Empirical Implications
of Theoretical Models

Summer Institute
UCLA, June 24 - July 21, 2007

UCLA will host the sixth annual Summer Institute on EITM: Empirical Implications of Theoretical Models this summer, 24 June through 21 July 2007. Funded by the National Science Foundation (NSF), this program seeks to leverage the complementarity between formal models and empirical methods. EITM is training a new generation of scholars to integrate theoretical models more closely, effectively, and productively with empirical evaluation of those models. The Summer Institutes are highly interactive training programs for advanced graduate students and junior faculty. They are led by teams of scholars from across the discipline who are working at the forefront of such empirical-theoretical integration..

This year's program includes John Aldrich, Arthur Lupia, Jeffrey Lewis, Ken Schultz, Scott de Marchi, and James Fowler in leading roles. Guests include Dan Posner.

Summer institutes generally accept 25 participants - advanced graduate students and junior faculty - through a competitive selection process. Tuition, dormitory lodging, meals, and domestic travel are covered for participants through a grant from the National Science Foundation.

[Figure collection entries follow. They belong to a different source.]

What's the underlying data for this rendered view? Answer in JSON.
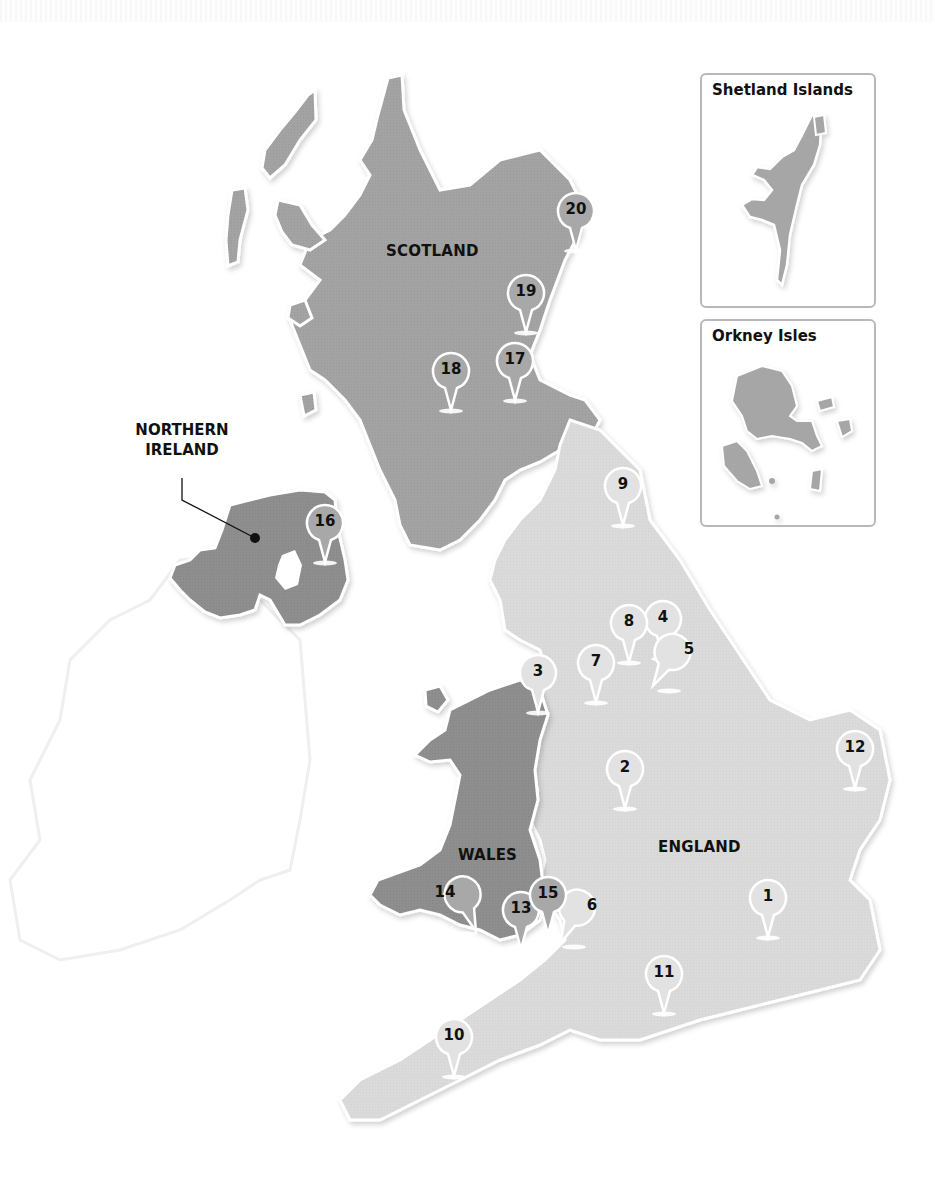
{
  "map": {
    "type": "regional-map",
    "subject": "United Kingdom",
    "colors": {
      "scotland": "#a3a3a3",
      "england": "#dadada",
      "wales": "#8e8e8e",
      "northern_ireland": "#8e8e8e",
      "ireland_outline": "#eeeeee",
      "pin_fill_dark_region": "#a8a8a8",
      "pin_fill_light_region": "#e2e2e2",
      "pin_outline": "#ffffff",
      "inset_border": "#b9b9b9",
      "label": "#111111"
    },
    "regions": {
      "scotland": "SCOTLAND",
      "england": "ENGLAND",
      "wales": "WALES",
      "northern_ireland_line1": "NORTHERN",
      "northern_ireland_line2": "IRELAND"
    },
    "insets": {
      "shetland": "Shetland Islands",
      "orkney": "Orkney Isles"
    },
    "pins": [
      {
        "id": 1,
        "label": "1",
        "region": "England"
      },
      {
        "id": 2,
        "label": "2",
        "region": "England"
      },
      {
        "id": 3,
        "label": "3",
        "region": "England"
      },
      {
        "id": 4,
        "label": "4",
        "region": "England"
      },
      {
        "id": 5,
        "label": "5",
        "region": "England"
      },
      {
        "id": 6,
        "label": "6",
        "region": "England"
      },
      {
        "id": 7,
        "label": "7",
        "region": "England"
      },
      {
        "id": 8,
        "label": "8",
        "region": "England"
      },
      {
        "id": 9,
        "label": "9",
        "region": "England"
      },
      {
        "id": 10,
        "label": "10",
        "region": "England"
      },
      {
        "id": 11,
        "label": "11",
        "region": "England"
      },
      {
        "id": 12,
        "label": "12",
        "region": "England"
      },
      {
        "id": 13,
        "label": "13",
        "region": "Wales"
      },
      {
        "id": 14,
        "label": "14",
        "region": "Wales"
      },
      {
        "id": 15,
        "label": "15",
        "region": "Wales"
      },
      {
        "id": 16,
        "label": "16",
        "region": "Northern Ireland"
      },
      {
        "id": 17,
        "label": "17",
        "region": "Scotland"
      },
      {
        "id": 18,
        "label": "18",
        "region": "Scotland"
      },
      {
        "id": 19,
        "label": "19",
        "region": "Scotland"
      },
      {
        "id": 20,
        "label": "20",
        "region": "Scotland"
      }
    ]
  }
}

Graduate students will benefit most from the program if they are committed to using both theoretical models and empirical data in their dissertations. They should have some training in both formal methodology and quantitative analysis, and advanced training in at least one of these areas. We also welcome applications from junior faculty looking to improve their defended dissertation in a direction that incorporates EITM, or who are embarking on an EITM-style post-dissertation project.

A new feature of this year's program is that the efforts of our regular Lecturing Faculty will be augmented by a team of Mentoring Faculty-in-Residence (MFR). We expect that MFRs will be drawn from the ranks of tenure-track or recently tenured political science faculty who use EITM methods in their research. Each MFR will have a mentoring group, consisting of a small number of EITM participants. MFRs will work closely with his/her mentees, helping them integrate ideas and methods from the Institute into their own projects. MFRs will also work closely with lecturing faculty to develop a set of teaching materials for a semester-length course reflecting EITM principles, and will give presentations of their own current research.

The 2007 EITM VI is hosted by the Department of Political Science at the University of California, Los Angeles and led by Kathleen Bawn.

The Summer Institute is just one aspect of the EITM initiative in political science funded by the National Science Foundation (NSF). The NSF also funds another, complementary, EITM summer program at Washington University in St. Louis. Participation in either program in no way debars students or faculty from future participation in the other program.